The itching begins at night. Fire on my scalp, ears aflame. I was dreaming about butterflies and barbed wire. I see the image: sky thick with thousands, if not millions, of butterflies – red, orange, blue – unmoving, and yet suspended in air. I can’t remember how the barbed wire figured into it.

I scratch my head and pull away with skin beneath my fingernails. I feel the skin, cannot see the skin, because it is night and it is dark. I walk to the bathroom, careful not to drop whatever it is I have found, although I have suspicions. For a moment, I rest my head on the doorframe, feel the mezuzah there—made of Jerusalem stone—a gift from my father. I bend to kiss it—we are not traditional and I do not believe in god or miracles.

I flip the light-switch. Squint.

“Goddammit!”

There, wriggling under my nail, is a louse. I’m sure of it because as a child I had lice—to the chagrin of my perpetually cleaning mother—numerous times. I recognize the primordial creature, the semi-transparent outline of its body, its abdominal undulations. It wants to suck more of my blood and I am keeping it from its life-sustaining task.

I am appalled. Disgusted. Surprised. I am not a teacher, nor do I have children. I did not put on any hats or rest my head on any stranger’s pillows. How could I have contracted such a vile thing? My husband, still asleep in bed, would be horrified. His snores fill the air and the blowing HEPA air filter captures the sound and sucks it in.

I rinse my finger under the cold of the tap, watch the insect slide down into the drain. There are more, I know. And what? What then? It is two in the morning and am I to drive to the store, purchase a bottle of noxious lice-killing shampoo and do the whole thing now? Smile sheepishly to the poor guy working the pharmacy’s graveyard shift? Mumble something about a young afflicted daughter?

I remember my mother sitting outside on the porch with a fine-toothed comb. She pulled and tugged and tweezed and all the while muttered about the filth. I could wake my husband, but he has work in the morning. He must have contracted the vermin too.

I have to tell him, of course.

Besides it is winter and too cold to sit barefoot on the splintered wooden stairs outside waiting for all the parasites and their eggs to be pulled out of my head.

“Just cut it off,” my mother had said. “Cut it all off.”

I was dreaming about butterflies and barbed wire. I see the image: sky thick with thousands, if not millions, of butterflies – red, orange, blue – unmoving, and yet suspended in air.

The infestation has begun. I go to the kitchen for water, trying not to shake my head too much. No use getting the house thick with insects. I come back and sit on the toilet, hard and cold on my thighs. In my throat, the water is cool and metallic. I run my tongue along my gums, feel the bumpiness of my teeth. No, I have not bitten anything. There is no blood.

Surely the creatures are in the folds of my sheets, the fibers of carpet. In the merino of my sweaters. In the strands of my DNA.

Not much I can do tonight, I decide. Back in bed I scratch and dig at my scalp. Every bite an insult. Every twitch a fear. I fight the horrible things by rubbing my head against the linen pillowcase until I fall asleep.

The butterflies do not return.

I wake on a wooden pallet and have no pillow. I am lying under a scrap of wool and it tears at me as I sleep with every fitful move. Pieces of yellowed grass cling to it, as does the pickled odor of decaying things. Outside I hear the pastoral sound of a rooster and then a gunshot. And I remember I am in barrack E. Probably in the woods of Bavaria, only it’s not the woods anymore. Unless we are all creatures of the night and wild. In a way, we are. I scratch at my head and find nothing below my shoulders. My hair has been cut. Shorn. Shaven. I can feel the uneven tufts of it. I feel at my wrists, my bones. Protruding clavicle. My legs are like kindling that won’t catch a flame.

In my gut, hollow, something deep and thick—but also empty and impossibly thin. The lice is not the enemy. They are the only thing telling me I have blood in my body. That I am alive at all.

I take a louse on my fingertip. Say, “Hello.” Call it Max. Place it back on my head.

And again, I wake. And again. And again. And sometimes I am safe and other times I am not. Splinters of light through the window slats. Soft bedsheets tucked around my body. The lumbering snore of my husband. And then the suck as that familiar sound is taken away.

In the bathroom, I look in the mirror. Sunlight hazes the room, all soft. I turn the overhead light on. I wince but need the brightness to see. My head does not itch. I scratch. Pull at my hair. When I take my hand away, I see only creamy flakes of dead skin. No spindly insect legs twitching in the air. The glass of water is on the counter, empty. Not a dream, exactly.

In the morning I tell my husband. Ask him to check my head. Anything? I ask. Nothing, he says, bewildered. The phantom lice have left. They will not haunt me in the day. I reach up to scratch. He takes my hand into his own. Perhaps they will return, but they are not real. Not on my head. Today. This head. Now. Occasionally, I itch. I say, I know you are not far away and that you could come back any time. And you are just reminding me.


## EXERCISE REQUIREMENTS
Down to the last line, set down the listing below exactly, apart from its pictures.

## ENTRIES PROVIDED
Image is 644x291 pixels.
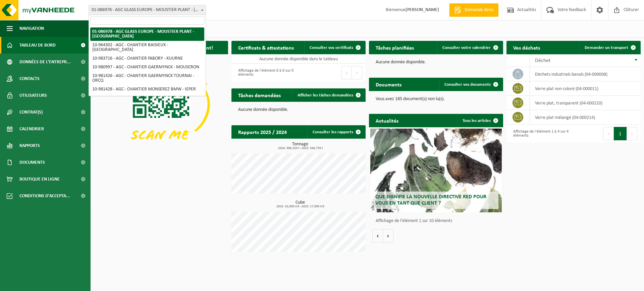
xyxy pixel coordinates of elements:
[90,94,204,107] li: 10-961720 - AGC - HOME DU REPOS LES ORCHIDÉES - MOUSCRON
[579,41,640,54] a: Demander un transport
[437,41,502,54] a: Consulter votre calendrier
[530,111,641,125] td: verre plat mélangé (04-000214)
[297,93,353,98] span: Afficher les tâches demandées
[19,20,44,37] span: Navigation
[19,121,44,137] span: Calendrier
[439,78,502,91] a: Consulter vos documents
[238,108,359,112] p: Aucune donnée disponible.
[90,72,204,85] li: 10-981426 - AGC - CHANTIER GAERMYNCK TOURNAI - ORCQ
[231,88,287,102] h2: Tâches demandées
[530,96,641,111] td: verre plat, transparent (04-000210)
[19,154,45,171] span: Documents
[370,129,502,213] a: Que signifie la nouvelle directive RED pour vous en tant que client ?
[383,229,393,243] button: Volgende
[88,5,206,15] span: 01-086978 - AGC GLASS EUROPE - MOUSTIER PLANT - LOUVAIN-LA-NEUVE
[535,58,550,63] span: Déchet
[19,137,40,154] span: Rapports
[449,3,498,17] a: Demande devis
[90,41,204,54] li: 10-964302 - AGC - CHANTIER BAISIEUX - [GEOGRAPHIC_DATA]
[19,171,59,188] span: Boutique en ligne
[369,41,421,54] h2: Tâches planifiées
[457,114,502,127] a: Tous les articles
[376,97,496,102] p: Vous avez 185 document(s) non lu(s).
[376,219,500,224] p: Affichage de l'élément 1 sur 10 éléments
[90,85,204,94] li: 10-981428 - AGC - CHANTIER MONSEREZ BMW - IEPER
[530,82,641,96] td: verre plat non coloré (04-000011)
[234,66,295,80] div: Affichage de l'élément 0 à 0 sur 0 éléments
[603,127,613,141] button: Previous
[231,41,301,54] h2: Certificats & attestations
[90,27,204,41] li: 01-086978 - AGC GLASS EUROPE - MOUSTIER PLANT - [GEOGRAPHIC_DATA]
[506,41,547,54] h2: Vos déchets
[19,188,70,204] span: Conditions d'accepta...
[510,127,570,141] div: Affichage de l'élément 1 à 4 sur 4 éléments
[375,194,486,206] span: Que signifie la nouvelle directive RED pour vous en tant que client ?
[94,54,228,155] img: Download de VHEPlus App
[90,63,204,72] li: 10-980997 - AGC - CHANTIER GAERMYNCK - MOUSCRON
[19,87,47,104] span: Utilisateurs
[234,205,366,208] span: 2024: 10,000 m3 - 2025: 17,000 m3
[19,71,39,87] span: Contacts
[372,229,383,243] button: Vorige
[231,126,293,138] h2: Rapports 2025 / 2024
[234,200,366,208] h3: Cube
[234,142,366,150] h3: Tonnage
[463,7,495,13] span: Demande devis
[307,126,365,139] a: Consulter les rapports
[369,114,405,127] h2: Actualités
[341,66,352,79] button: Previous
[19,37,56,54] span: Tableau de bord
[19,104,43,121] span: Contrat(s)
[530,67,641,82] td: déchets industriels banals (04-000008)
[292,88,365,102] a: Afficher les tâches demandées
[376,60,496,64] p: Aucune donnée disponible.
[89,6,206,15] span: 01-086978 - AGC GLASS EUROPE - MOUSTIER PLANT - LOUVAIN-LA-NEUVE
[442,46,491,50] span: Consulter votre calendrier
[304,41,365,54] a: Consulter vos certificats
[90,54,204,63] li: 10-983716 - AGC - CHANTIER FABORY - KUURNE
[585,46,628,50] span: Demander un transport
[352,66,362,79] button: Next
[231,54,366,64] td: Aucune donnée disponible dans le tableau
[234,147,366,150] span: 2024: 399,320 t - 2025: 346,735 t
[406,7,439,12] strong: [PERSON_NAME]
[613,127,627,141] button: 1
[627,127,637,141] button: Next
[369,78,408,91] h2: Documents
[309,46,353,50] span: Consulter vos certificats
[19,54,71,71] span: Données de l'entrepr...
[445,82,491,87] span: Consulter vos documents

## YOUR SOLUTION
Image is 644x291 pixels.
xyxy pixel coordinates of elements:
[90,94,204,107] li: 10-961720 - AGC - HOME DU REPOS LES ORCHIDÉES - MOUSCRON
[579,41,640,54] a: Demander un transport
[437,41,502,54] a: Consulter votre calendrier
[530,111,641,125] td: verre plat mélangé (04-000214)
[297,93,353,98] span: Afficher les tâches demandées
[19,20,44,37] span: Navigation
[19,121,44,137] span: Calendrier
[439,78,502,91] a: Consulter vos documents
[238,108,359,112] p: Aucune donnée disponible.
[90,72,204,85] li: 10-981426 - AGC - CHANTIER GAERMYNCK TOURNAI - ORCQ
[231,88,287,102] h2: Tâches demandées
[530,96,641,111] td: verre plat, transparent (04-000210)
[19,154,45,171] span: Documents
[370,129,502,213] a: Que signifie la nouvelle directive RED pour vous en tant que client ?
[383,229,393,243] button: Volgende
[88,5,206,15] span: 01-086978 - AGC GLASS EUROPE - MOUSTIER PLANT - LOUVAIN-LA-NEUVE
[535,58,550,63] span: Déchet
[19,137,40,154] span: Rapports
[449,3,498,17] a: Demande devis
[90,41,204,54] li: 10-964302 - AGC - CHANTIER BAISIEUX - [GEOGRAPHIC_DATA]
[19,171,59,188] span: Boutique en ligne
[369,41,421,54] h2: Tâches planifiées
[457,114,502,127] a: Tous les articles
[376,97,496,102] p: Vous avez 185 document(s) non lu(s).
[376,219,500,224] p: Affichage de l'élément 1 sur 10 éléments
[90,85,204,94] li: 10-981428 - AGC - CHANTIER MONSEREZ BMW - IEPER
[530,82,641,96] td: verre plat non coloré (04-000011)
[234,66,295,80] div: Affichage de l'élément 0 à 0 sur 0 éléments
[603,127,613,141] button: Previous
[231,41,301,54] h2: Certificats & attestations
[90,27,204,41] li: 01-086978 - AGC GLASS EUROPE - MOUSTIER PLANT - [GEOGRAPHIC_DATA]
[506,41,547,54] h2: Vos déchets
[19,188,70,204] span: Conditions d'accepta...
[510,127,570,141] div: Affichage de l'élément 1 à 4 sur 4 éléments
[375,194,486,206] span: Que signifie la nouvelle directive RED pour vous en tant que client ?
[94,54,228,155] img: Download de VHEPlus App
[90,63,204,72] li: 10-980997 - AGC - CHANTIER GAERMYNCK - MOUSCRON
[19,87,47,104] span: Utilisateurs
[234,205,366,208] span: 2024: 10,000 m3 - 2025: 17,000 m3
[19,71,39,87] span: Contacts
[372,229,383,243] button: Vorige
[231,126,293,138] h2: Rapports 2025 / 2024
[234,200,366,208] h3: Cube
[234,142,366,150] h3: Tonnage
[463,7,495,13] span: Demande devis
[307,126,365,139] a: Consulter les rapports
[369,114,405,127] h2: Actualités
[341,66,352,79] button: Previous
[19,37,56,54] span: Tableau de bord
[19,104,43,121] span: Contrat(s)
[530,67,641,82] td: déchets industriels banals (04-000008)
[292,88,365,102] a: Afficher les tâches demandées
[376,60,496,64] p: Aucune donnée disponible.
[89,6,206,15] span: 01-086978 - AGC GLASS EUROPE - MOUSTIER PLANT - LOUVAIN-LA-NEUVE
[442,46,491,50] span: Consulter votre calendrier
[304,41,365,54] a: Consulter vos certificats
[90,54,204,63] li: 10-983716 - AGC - CHANTIER FABORY - KUURNE
[585,46,628,50] span: Demander un transport
[352,66,362,79] button: Next
[231,54,366,64] td: Aucune donnée disponible dans le tableau
[234,147,366,150] span: 2024: 399,320 t - 2025: 346,735 t
[406,7,439,12] strong: [PERSON_NAME]
[613,127,627,141] button: 1
[627,127,637,141] button: Next
[369,78,408,91] h2: Documents
[309,46,353,50] span: Consulter vos certificats
[19,54,71,71] span: Données de l'entrepr...
[445,82,491,87] span: Consulter vos documents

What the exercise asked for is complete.